Because of this style, Coleman seems at times to know more than he should—How does he know what lies in H.M.’s heart and in his father’s heart? Yet as the narrative unfolds we learn how Coleman discovered what he knows: either by uncovering external information or by looking into his own heart, which is not so different from the hearts of those who came before him.

 

As the story travels among three generations of Moores we see young Jason Moore choosing to become Coleman Moore, a name that sounds more jazz-worthy to him. We see him studying with an elderly jazz legend who lives nearby—a black man, for whom Jason cuts grass—and paying for it when a group of Jason’s peers disapprove of him associating with blacks:

 

Schoolmates in bright white T-shirts come tearing down the street shouting and laughing. He can feel them gaining and knows that if he looks over his shoulder he’ll lose speed, but he can’t resist and his head begins turning and he sees a boy almost at his heels. He rounds the corner and spots the familiar fence and jumps over the closed gate but catches his foot and goes sprawling on the tiny front lawn—on the thick grass that should have been cut before now except that the rain made it impossible. He starts to get up when a boy pounces on his back and holds his face to the ground, cursing in his ear. He hears the voices of the other boys closing in and they fall on him, too, their fists pounding his rib cage and the back of his head, and all the boys yelling or screaming, ‘Nigger pile. Nigger Pile.’

At the bottom, he can’t breathe, already breathless from running, and he believes that he’ll suffocate, drown in the watery grass, and he feels a hot pressure building behind his eyes, his arms and legs pinned to the ground, when suddenly a tremendous blast, an explosion, blows everything into silence.

He looks up. The weight rolls off his body. On the porch steps is Otis with a shotgun aimed at heaven.

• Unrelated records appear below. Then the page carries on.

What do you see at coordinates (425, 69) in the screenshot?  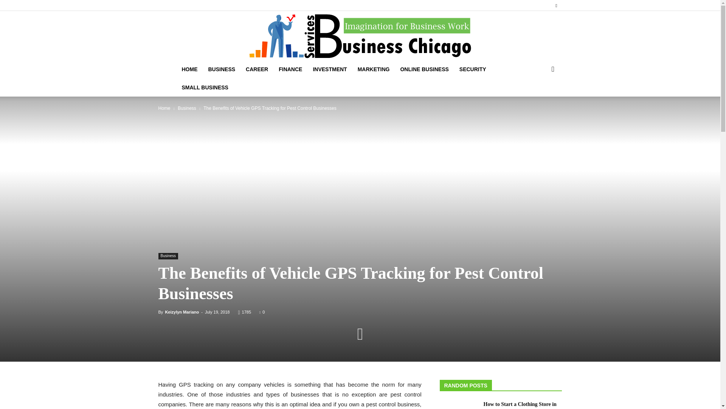 I see `ONLINE BUSINESS` at bounding box center [425, 69].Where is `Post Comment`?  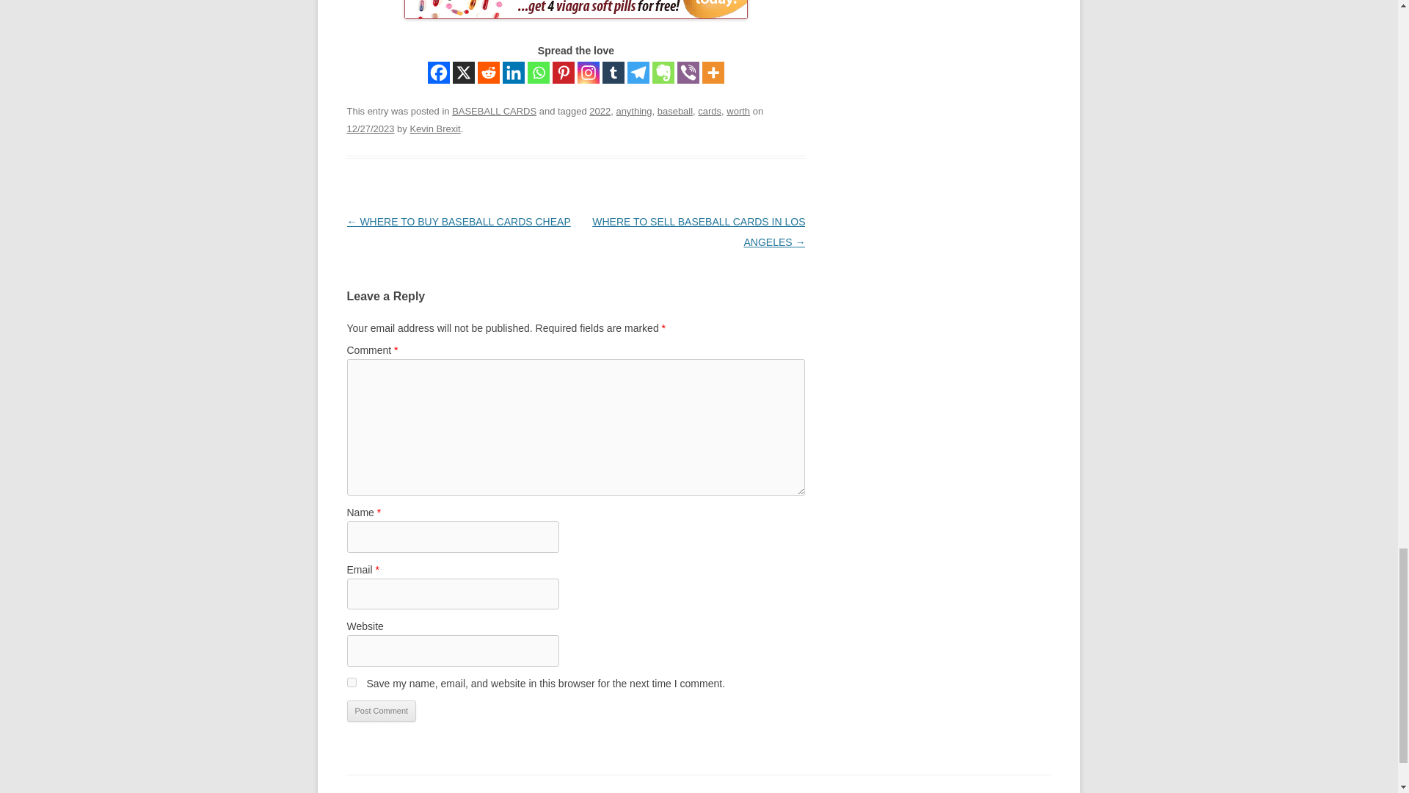
Post Comment is located at coordinates (381, 711).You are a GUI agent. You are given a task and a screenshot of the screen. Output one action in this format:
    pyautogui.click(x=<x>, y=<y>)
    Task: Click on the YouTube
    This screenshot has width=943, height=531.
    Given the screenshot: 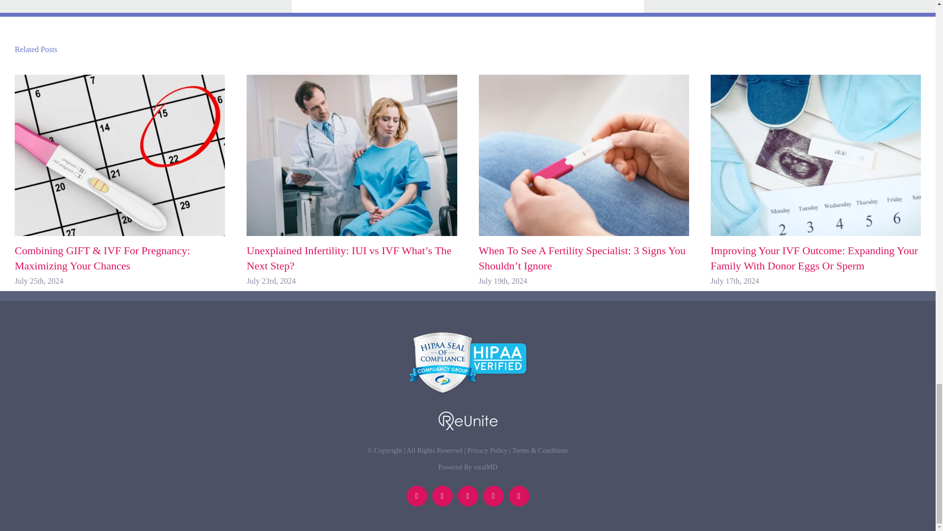 What is the action you would take?
    pyautogui.click(x=493, y=496)
    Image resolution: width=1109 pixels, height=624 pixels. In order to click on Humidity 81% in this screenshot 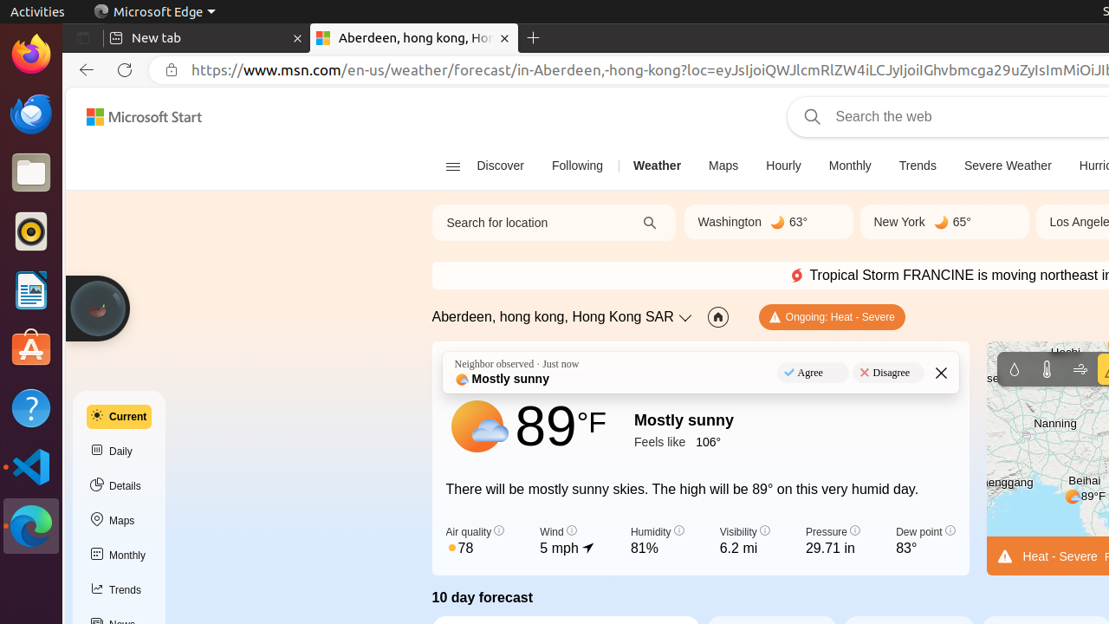, I will do `click(657, 542)`.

We see Coleman’s father, Dorian, shedding the trappings of his father’s legacy—transforming from a rum-runner to an extremely successful boating supply store owner—and how it leaves Coleman the son adrift; walled off from his family’s history, there’s nothing to turn back to when his jazz hands fail him. Coleman works at restoring his father’s boat, trying to find a new vocation. “Time drags or runs like water,” again and again, sprinkled throughout the text like signposts: the story struggles against time, relinquishes itself to the current, and then struggles again. Happy endings, when they come, are bittersweet—nothing is taken without something else being lost.

 

Which brings us back to the jazz. Either Coulson has played jazz or he is a very thorough researcher. The passages with Coleman watching others play, or taking the stage himself, are wonderful in their evocation of the mood of a performance.

 

Moreover, the novel itself is pervaded with the feel of jazz. Like the best of the smoky, slow-burn works,Of Song and Water unfolds with deceptively simple writing, the meaning and feeling building up almost unnoticed. Characters move in and out of the main storyline like players moving forward to deliver a bass solo, a drum solo.

 

Flourishes, when they come, are small. Words are chosen carefully to build each idea and, in turn, the story; the overall effect is like Coleman’s music—understated, steady bass undercurrent, drum flourishes, and guitar work that, if you’re only partway listening, seems competent enough, but when you give yourself up to the story, let it settle around you, can change the colors in the room.